His "Pain and Glory" from 2019 featured Antonio Banderas playing an ailing director that the filmmaker has acknowledged was modelled on himself.
But for Swinton, who interprets the dying Martha, the actors and director "talked a lot about life, we didn't really talk much about death at all".
She told journalists the film celebrates self-determination, "Somebody who decides absolutely to take her life and her living and her dying into her own hands and make it how she wants it to be, as far as she can."
"It's about a triumph, this film."
- Female friendship -
For Moore, one of the film's most compelling elements was the deep relationship between the two protagonists.
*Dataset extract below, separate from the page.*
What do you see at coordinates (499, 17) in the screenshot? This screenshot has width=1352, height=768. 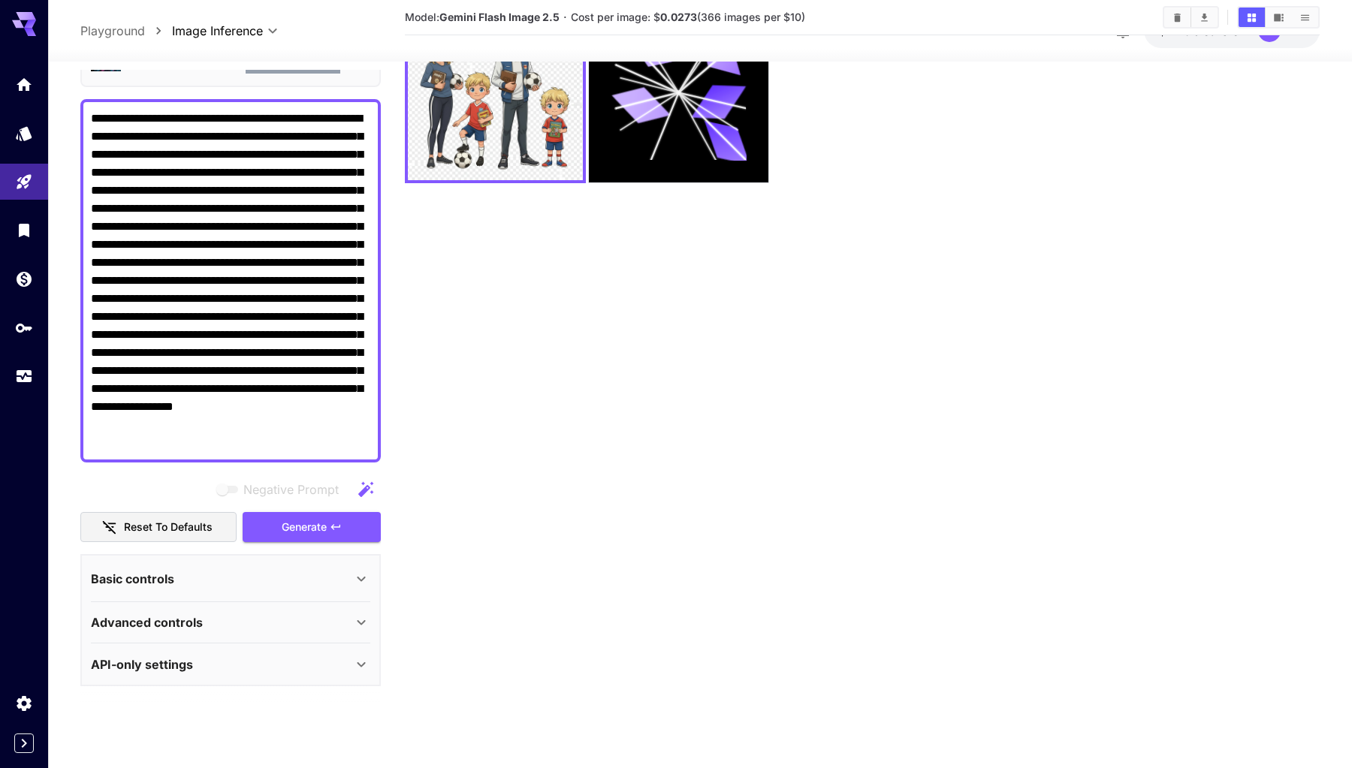 I see `b: Gemini Flash Image 2.5` at bounding box center [499, 17].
"We very, very rarely see a story about female friendship, especially female friends who are older," Moore said.
"The fact that he chose to portray this relationship, to elevate it, to show it as the love story it is I think is truly extraordinary."
"The Room Next Door" is not Almodovar's first foray into English-language filmmaking. His first, the short-format "The Human Voice", premiered at Venice in 2020, featuring Swinton as an abandoned lover.
At Cannes last year, the director presented another short, "Strange Way of Life", a gay Western starring Ethan Hawke and Pedro Pascal.
Working in English for a full-length feature posed little problem, said Almodovar, who acknowledged he had initially been wary.
"I was very happy because I thought I would have more problems," he said, giving credit to his two actresses.
"Basically they understood exactly the tone that I wanted to tell the story," he said, calling it "austere, emotional, but not melodramatic at all".
Almodovar is a regular at Venice, and accepted a career achievement Golden Lion award in 2019.
His last appearance on the Lido was in 2021, when his "Parallel Mothers", about two women who give birth the same day, won a best actress award for Penelope Cruz.